Monday, July 5, 2010

Using Selenium for Meta tag testing

I recently tweeted that I had figured out how to use Selenium to test for meta tag content. Here is in an example using http://www.protegra.com/. On the Protegra home page, I wanted to make sure the following 2 tags existed:

<meta name="title" content="Protegra.com" /> 
<meta name="description" content="Business. Technology. Solutions." />

Obviously, meta tags don't show on the page at all, but do exist in the HTML. To test this manually, I would need to open the page in a browser, click view source, search for 'meta' and then manually compare the results to the expected meta tags. To test this using Selenium, all you need to do is create a test case that opens up Protegra.com and then uses VerifyElementPresent to search for each meta tag. The VerifyElementPresent command allows you to enter the name of the meta tag and the expected content in the format of :

//meta[@name='name of the meta tag' and @content='the expected content']

The Selenium test case html for the two meta tags I'm looking for looks like this:
<tr>
  <td>verifyElementPresent</td>
  <td>//meta[@name='title' and @content='Protegra.com']</td>
  <td></td>
</tr>
<tr>
  <td>verifyElementPresent</td>
  <td>//meta[@name='description' and @content='Business. Technology. Solutions.']</td>
  <td></td>
</tr>

Now I can run this test repeatedly to test for the expected meta tag content on the home page whenever I want without using manual effort.  I can also create similar tests for each page throughout the site and run them all consecutively.  Additionally, I could use Excel to generate the Selenium test case html for all my pages and meta tags without having to write the html manually or I could export this test case into C# (or any of the other programming languages supported by Selenium) and transform this test to lookup pages and meta tag values in a database table.  Fast and easy.

Friday, July 2, 2010

But does it work? - an agile metric

I've said publicly at conferences and other gatherings that my passion for agile and lean began years ago after a particularly troubling project that tried to be agile.  While that project had a strong team and eventually delivered a product, it had trouble with quality, scope and budget.  In retrospect the biggest problem was that we had little knowledge of what it meant to be agile - our process was flawed.  As a leader of that team, I took responsibility for the result and began a search to understand agile.  Borrowing a phrase from the agile manifesto, I wanted to 'uncover better ways'.

After implementing several changes to our process, my projects over the years seem to have improved significantly.  But how do you measure this?  While no metric should stand alone, here is one quality metric that I'm experimenting with:

((# of high defects * 5) + (# of medium defects * 3) + (# of low defects * 1) / Total project hours * 100.

The 'troubled' project had a score of 18.7.  My most recent project score was 1.2 which is almost a 1600% improvement on quality. I think I'll keep doing this agile thing.

P.S.  I'm heading to Agile2010 this summer.  Give me a shout if you are going and we can find ways to de-brief together over lunch or dinner in Orlando.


■ **Directions**
Copy the lines below verbatim. Begin with the first and end with the line containing "Image resolution: width=758".
Materials provided section start
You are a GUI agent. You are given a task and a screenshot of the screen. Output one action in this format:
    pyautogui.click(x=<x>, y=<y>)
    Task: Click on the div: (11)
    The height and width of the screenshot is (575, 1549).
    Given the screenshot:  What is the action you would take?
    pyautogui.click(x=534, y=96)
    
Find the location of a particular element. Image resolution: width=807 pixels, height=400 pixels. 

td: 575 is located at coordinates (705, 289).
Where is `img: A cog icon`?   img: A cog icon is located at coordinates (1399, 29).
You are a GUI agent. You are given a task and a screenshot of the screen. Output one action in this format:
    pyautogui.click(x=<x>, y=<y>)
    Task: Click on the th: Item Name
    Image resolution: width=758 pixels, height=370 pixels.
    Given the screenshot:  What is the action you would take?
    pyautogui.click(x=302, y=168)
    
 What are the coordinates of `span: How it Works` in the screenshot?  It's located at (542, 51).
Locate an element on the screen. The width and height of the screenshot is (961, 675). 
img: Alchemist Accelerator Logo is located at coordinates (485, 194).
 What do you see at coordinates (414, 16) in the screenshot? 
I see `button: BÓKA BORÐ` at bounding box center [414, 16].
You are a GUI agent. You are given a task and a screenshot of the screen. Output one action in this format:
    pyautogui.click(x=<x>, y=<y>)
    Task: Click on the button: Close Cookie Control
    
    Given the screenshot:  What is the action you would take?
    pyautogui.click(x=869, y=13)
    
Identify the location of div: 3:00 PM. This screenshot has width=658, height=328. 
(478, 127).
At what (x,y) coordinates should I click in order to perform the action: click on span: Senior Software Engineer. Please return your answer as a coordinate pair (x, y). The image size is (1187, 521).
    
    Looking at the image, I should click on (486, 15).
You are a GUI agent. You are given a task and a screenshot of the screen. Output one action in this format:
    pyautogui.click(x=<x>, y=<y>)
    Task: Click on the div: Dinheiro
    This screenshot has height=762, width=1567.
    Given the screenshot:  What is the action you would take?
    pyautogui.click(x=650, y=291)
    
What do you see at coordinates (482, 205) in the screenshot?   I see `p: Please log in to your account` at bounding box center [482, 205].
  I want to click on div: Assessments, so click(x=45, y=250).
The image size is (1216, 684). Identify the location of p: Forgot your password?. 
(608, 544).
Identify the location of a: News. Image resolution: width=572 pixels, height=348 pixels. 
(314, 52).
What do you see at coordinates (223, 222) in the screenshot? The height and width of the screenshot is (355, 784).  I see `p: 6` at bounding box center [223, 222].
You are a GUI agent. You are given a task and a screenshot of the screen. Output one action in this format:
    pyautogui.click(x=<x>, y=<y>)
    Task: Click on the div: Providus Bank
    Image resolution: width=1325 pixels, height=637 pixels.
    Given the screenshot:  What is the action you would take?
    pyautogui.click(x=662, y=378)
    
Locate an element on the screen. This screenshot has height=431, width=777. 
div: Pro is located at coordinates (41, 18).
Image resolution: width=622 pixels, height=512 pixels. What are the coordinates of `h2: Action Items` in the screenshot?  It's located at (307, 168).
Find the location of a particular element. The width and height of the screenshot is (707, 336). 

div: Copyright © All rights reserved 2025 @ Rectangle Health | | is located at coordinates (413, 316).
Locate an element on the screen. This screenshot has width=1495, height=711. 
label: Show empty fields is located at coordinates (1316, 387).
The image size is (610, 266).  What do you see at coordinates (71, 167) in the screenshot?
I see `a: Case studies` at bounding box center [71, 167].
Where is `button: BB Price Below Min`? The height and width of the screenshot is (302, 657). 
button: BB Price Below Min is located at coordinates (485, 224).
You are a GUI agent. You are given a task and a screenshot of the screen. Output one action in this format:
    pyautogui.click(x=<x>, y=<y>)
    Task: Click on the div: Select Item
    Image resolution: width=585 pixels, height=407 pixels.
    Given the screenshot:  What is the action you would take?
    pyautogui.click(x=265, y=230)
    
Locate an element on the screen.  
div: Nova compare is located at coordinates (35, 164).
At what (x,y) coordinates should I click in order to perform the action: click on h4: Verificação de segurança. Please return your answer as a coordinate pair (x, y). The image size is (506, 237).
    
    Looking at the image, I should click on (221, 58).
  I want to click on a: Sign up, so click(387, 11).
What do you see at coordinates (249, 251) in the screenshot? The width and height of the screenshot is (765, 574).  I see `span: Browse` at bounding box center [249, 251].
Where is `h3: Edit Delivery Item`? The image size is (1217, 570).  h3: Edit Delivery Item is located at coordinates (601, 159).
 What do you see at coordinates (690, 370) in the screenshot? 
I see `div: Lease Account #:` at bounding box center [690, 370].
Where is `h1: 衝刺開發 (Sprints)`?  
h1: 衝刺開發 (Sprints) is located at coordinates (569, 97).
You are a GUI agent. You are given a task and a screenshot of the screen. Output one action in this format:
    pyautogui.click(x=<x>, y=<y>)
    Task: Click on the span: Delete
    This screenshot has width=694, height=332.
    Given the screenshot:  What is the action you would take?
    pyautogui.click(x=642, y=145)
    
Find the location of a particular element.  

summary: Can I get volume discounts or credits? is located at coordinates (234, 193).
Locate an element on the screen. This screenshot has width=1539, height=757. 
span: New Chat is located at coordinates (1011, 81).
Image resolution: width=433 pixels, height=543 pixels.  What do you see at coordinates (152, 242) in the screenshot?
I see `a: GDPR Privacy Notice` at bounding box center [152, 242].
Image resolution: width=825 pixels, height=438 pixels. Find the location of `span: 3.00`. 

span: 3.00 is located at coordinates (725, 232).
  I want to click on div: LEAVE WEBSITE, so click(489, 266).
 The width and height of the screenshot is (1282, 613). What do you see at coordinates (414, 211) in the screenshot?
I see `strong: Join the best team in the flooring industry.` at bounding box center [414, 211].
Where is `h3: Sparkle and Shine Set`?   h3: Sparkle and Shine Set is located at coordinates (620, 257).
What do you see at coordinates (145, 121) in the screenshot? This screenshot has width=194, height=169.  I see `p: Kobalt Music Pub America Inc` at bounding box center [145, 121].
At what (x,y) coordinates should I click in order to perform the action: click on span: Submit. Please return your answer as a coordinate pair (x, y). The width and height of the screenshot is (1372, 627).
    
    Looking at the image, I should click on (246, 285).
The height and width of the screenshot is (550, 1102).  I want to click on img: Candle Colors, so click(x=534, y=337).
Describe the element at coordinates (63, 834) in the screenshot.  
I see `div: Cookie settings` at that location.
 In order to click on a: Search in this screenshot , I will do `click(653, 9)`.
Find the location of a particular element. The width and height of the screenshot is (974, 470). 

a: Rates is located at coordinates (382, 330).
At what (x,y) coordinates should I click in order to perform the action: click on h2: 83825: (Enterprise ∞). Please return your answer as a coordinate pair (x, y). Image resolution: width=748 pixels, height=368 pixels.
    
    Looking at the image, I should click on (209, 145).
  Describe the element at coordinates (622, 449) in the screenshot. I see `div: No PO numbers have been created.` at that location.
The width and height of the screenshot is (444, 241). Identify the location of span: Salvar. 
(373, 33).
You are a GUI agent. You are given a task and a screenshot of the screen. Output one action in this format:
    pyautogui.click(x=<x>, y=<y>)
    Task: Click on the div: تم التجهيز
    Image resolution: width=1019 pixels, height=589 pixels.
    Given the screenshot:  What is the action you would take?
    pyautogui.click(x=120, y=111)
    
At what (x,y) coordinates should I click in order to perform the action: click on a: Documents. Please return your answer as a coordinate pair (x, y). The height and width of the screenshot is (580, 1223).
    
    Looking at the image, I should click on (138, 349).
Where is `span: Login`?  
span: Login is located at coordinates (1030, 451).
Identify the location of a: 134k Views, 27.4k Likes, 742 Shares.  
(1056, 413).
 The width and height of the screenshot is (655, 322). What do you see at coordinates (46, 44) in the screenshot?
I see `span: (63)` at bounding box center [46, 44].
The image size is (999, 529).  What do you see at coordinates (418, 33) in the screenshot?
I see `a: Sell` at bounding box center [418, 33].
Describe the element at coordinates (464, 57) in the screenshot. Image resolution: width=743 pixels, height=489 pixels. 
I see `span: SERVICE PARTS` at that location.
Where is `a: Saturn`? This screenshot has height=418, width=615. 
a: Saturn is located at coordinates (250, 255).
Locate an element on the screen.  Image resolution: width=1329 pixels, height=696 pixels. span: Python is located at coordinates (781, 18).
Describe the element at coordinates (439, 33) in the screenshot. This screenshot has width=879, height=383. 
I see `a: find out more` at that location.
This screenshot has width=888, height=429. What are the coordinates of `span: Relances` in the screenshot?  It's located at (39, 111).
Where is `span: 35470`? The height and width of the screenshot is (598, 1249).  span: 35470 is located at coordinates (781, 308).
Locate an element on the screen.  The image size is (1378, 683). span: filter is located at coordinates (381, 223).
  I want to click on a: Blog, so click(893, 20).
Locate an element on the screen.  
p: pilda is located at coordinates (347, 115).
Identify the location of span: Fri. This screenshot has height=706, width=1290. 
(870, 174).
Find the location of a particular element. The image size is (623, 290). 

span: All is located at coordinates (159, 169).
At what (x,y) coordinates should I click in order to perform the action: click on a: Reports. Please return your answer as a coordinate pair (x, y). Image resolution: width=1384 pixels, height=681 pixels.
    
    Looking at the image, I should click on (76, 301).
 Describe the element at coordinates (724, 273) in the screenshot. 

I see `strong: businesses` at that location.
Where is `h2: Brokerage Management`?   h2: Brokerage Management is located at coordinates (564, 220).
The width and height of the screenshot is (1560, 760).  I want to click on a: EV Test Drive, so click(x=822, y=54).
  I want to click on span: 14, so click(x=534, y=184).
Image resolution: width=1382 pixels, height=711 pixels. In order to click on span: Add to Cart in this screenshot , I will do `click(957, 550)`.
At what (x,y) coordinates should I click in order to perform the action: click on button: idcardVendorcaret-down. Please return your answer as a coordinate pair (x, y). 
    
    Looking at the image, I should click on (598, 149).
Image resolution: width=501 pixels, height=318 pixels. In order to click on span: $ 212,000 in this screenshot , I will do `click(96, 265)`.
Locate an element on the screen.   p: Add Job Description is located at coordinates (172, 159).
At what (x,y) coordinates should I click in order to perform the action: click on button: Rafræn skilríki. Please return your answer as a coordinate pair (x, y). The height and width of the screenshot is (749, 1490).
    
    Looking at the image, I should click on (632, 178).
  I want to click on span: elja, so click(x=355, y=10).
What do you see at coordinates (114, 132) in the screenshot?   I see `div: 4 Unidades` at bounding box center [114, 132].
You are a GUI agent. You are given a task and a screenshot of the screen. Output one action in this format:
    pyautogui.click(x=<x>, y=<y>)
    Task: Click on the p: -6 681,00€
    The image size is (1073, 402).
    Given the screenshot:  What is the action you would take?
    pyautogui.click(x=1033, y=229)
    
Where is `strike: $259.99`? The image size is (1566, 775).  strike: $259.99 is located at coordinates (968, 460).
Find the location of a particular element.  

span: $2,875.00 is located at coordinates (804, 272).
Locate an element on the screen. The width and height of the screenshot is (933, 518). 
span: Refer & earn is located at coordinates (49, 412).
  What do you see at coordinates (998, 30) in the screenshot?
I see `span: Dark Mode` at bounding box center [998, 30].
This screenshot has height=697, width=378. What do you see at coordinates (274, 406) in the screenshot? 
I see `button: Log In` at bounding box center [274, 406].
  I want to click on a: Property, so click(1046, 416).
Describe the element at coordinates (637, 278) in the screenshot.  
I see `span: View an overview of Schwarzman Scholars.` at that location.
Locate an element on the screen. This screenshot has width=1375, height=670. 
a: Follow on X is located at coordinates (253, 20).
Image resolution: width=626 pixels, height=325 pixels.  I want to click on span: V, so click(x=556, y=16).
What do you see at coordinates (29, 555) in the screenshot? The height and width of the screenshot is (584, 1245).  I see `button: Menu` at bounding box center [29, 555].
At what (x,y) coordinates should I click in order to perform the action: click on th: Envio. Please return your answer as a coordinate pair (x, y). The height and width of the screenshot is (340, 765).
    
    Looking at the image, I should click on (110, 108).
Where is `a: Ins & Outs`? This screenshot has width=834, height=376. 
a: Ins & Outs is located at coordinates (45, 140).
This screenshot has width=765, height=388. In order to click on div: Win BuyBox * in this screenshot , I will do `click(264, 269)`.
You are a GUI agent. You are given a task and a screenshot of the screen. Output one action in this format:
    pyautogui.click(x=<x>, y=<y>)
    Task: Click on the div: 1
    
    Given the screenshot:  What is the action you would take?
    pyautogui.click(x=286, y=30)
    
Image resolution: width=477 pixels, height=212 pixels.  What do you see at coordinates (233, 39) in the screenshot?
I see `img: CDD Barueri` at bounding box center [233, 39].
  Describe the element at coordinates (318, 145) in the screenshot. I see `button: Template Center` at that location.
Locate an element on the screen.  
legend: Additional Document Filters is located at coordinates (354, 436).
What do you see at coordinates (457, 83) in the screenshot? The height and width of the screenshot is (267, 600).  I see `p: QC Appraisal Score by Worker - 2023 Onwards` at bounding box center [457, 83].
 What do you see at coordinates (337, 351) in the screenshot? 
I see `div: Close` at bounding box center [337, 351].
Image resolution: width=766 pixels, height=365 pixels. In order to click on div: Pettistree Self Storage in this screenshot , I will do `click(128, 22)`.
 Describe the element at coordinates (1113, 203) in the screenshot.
Materials provided section end
■ **Exercise solution**
You are a GUI agent. You are given a task and a screenshot of the screen. Output one action in this format:
    pyautogui.click(x=<x>, y=<y>)
    Task: Click on the div: (11)
    The height and width of the screenshot is (575, 1549).
    Given the screenshot:  What is the action you would take?
    pyautogui.click(x=534, y=96)
    
Find the location of a particular element. Image resolution: width=807 pixels, height=400 pixels. 

td: 575 is located at coordinates (705, 289).
Where is `img: A cog icon`?   img: A cog icon is located at coordinates (1399, 29).
You are a GUI agent. You are given a task and a screenshot of the screen. Output one action in this format:
    pyautogui.click(x=<x>, y=<y>)
    Task: Click on the th: Item Name
    Image resolution: width=758 pixels, height=370 pixels.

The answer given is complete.